In the Gospel, Jesus has just been informed that even St John the Baptist, through his disciples, is asking Him, “Are you the one who is to come, or should we look for another?” (Matthew 11:3 NABRE) It is very likely that even St John the Baptist anticipated that the Lord would come other than as He has. Earlier, St John the Baptist tells the crowds that are coming to him that,
… the one who is coming after me is mightier than I. I am not worthy to carry his sandals. He will baptize you with the holy Spirit and fire. His winnowing fan is in his hand. He will clear his threshing floor and gather his wheat into his barn, but the chaff he will burn with unquenchable fire.” (Matthew 3:11–12 NABRE)
Yet, the Lord, even with St John’s doubting, holds St John up as a model. He says,
Amen, I say to you, among those born of women there has been none greater than John the Baptist; yet the least in the kingdom of heaven is greater than he, (Matthew 11:11 NABRE)
Why? In everything St John did, though he may question and seek answers, his faith never waivers. This is wisdom. It is a surety that the God of love and mercy, so willing to forgive and forget our sin, will never abandon all who will turn to Him and accept the grace and salvation He offers. St John does not walk away but trusts in God’s divine providence. God’s will, not our will, be done.

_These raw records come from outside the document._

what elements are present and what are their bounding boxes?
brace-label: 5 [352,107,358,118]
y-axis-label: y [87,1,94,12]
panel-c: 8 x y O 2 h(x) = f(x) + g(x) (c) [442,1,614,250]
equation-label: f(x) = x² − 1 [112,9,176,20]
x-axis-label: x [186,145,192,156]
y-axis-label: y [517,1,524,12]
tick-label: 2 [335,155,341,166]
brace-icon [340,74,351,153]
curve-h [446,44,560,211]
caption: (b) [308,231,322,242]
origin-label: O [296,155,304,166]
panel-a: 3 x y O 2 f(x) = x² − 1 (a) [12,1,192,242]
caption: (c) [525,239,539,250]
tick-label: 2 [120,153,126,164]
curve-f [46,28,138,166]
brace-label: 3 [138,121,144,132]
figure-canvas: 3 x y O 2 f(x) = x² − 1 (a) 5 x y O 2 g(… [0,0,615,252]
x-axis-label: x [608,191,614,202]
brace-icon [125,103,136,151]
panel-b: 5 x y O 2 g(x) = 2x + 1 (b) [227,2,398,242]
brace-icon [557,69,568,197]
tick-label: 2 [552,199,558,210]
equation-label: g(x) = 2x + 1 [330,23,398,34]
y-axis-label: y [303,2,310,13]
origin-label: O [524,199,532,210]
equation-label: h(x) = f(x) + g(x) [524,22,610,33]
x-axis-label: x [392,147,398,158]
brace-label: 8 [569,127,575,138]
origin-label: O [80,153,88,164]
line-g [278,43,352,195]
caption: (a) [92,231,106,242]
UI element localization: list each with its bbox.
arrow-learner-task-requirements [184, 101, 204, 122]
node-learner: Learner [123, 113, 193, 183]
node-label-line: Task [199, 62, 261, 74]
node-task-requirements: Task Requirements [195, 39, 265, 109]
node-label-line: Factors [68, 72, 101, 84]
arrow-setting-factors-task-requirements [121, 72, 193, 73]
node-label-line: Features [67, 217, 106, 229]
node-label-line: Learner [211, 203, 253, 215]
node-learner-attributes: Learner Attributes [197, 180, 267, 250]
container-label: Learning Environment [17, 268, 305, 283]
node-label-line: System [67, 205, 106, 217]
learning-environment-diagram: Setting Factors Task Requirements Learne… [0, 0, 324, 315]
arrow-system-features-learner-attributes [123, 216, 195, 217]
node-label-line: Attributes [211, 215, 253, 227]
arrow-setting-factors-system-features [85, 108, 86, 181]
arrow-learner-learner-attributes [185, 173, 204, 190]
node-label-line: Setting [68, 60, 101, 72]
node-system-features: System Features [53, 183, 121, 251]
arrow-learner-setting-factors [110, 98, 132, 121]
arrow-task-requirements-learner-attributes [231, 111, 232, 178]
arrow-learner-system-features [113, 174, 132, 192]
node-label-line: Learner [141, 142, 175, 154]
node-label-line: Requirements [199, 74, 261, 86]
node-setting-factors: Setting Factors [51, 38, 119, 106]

It is ingrained in our fallen nature to doubt. Yet, what part of doubt is not satisfied when we open our eyes to see the miracles that surround us. Will you open your eyes? Today Jesus is asking, how much does it take for you to understand, and in understanding, to change? Jesus says to the crowds following Him,
To what shall I compare this generation? It is like children who sit in marketplaces and call to one another, ‘We played the flute for you, but you did not dance, we sang a dirge but you did not mourn.’ (Matthew 11:16–17 NABRE)
In this Advent season take the opportunity to see the many blessings and miracles that the Lord has done, and is doing, in our lives. He is playing the flute for us, calling us to dance! Will you dance? Yes, there is pain and suffering as well. Yet, this too is a call for conversion, an opportunity to declare with our lives that, like St John the Baptist, our faith transcends our doubts. He is singing a dirge that we might mourn and, in this, repent, turn our hearts back to our Lord. But will we mourn? Jesus tells us to look at His action in our lives and in this, “wisdom is vindicated by her works.” (Matthew 11:19 NABRE).
Wisdom is having faith in the overwhelming and crazy love of God, who never stops trying to get our attention so that we might come to salvation. Today, let your prayer affirm your faith and put away your doubts, for our Savior has come and will come again! Listen for the flute and dance! Hear the dirge and repent! Maranatha! Come Lord Jesus and do not delay.
Endnotes
Joe. “Sky View: Flute Players, Dancers and Christians.” Sky View, 18 Sept. 2013, catholic-skyview-tremblay.blogspot.com/2013/09/flute-players-dancers-and-christians.html. Accessed 6 Dec. 2022.
New American Bible. Revised Edition (NABRE). Washington, DC: The United States Conference of Catholic Bishops, 2011. Print.